Jones heaps praise and pressure on Wallabies

Thu, Oct 26, 2017, 7:02 AM
Beth Newman
by Beth Newman
The Wallabies and Barbarians go head-to-head on Saturday. Photo: Getty Images
The Wallabies and Barbarians go head-to-head on Saturday. Photo: Getty Images

Barbarians coach Alan Jones is putting all the pressure on Michael Cheika for Saturday’s clash, joking it would be an ‘Australian rugby crisis’ if the Baabaas won.

Cheika and Jones addressed media together on Thursday, ahead of the clash and the silver-tongued broadcaster wasted no time heaping the spotlight on his counterpart.

“Basically, if we win on Saturday there is a crisis in Australian rugby,” he laughed.

“Job on the line, players on the line.”

Jones and Cheika joked about a job swap should the Barbarians take the game on Saturday, but when the laughing subsided JOnes was full of praise for Cheika’s work with the Wallabies.

The Barbarians mentor often takes swipe at the game’s administration and indeed said again on Thursday that he ‘wouldn’t sell them to a traveller on the street’, but he said the Wallabies could succeed in spite of off-field dramas.


“My view may not be Michael's (Cheika’s) view but this bloke is smart enough,” he said.

“He has managed to quarantine these people from that.

“The Wallabies are not Australian rugby, they're representative of Australian rugby and yes I think we can win the World Cup.

Jones said the issue in Australia was losing too much talent to overseas and competing codes, at every level of the game.
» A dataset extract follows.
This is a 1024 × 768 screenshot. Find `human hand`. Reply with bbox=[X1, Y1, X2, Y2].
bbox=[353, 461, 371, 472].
"I taught at (Brisbane Grammar School) and it was a factory - we would have fix or six Australian Schoolboys side a year

"He (former Reds coach and BGS rugby development officer) Phil Mooney told me there were 850 kids playing soccer, 550 kids playing basketball and 320 playing rugby

"If we don't stop this complete erosion it is going to be very difficult to figure out where the Wallabies of 10 years time are going to come from

"This is the administrators - they think I'm attacking the administrators of the game but I'm trying to tell them there is another way of doing this." 

One of those overseas-based Australians is Crusaders prop Mike Alaalatoa, who was actually in Barbarians camp on Thursday before failing to get a clearance from his Super Rugby club to play, frustrating Jones.

“It's just ridiculous, isn't it?,” he said.

“The game is about the players, it's about the players.

“Here's a kid that is in the hotel and he wants to play...You should have seen the look on his face.

“It's a wonderful opportunity for them that they won't get anywhere else.”

Cheika said Alaalatoa would certainly be welcomed back into Australian rugby if he wanted to return but the Wallabies mentor wasn’t going to go about poaching him, with the front rower having re-signed for two more seasons.

“The first step is to get him to come back home,” Cheika said.

“He is playing in New Zealand right now so once we get him back home playing Super Rugby, we're on.

“The one thing I don't want to be saying is that the kid came and rang me up and then he's got to go down to see his coach the next day.

“No, he hasn't really at this point

“It would be us chasing him and I think that's what we need to do - chase more of those young players.

“Quality players that are plying their trade overseas, we have to make sure we are bringing them home wherever we can.”

Luke Jones is another ex-pat lining up against the Wallabies on Saturday, the former Rebels lock plying his trade with French Top 14 side Bordeaux.

The Barbarians take on Australia on Saturday October 28, kicking off at 3pm AEDT LIVE on FOX SPORTS and Network Ten.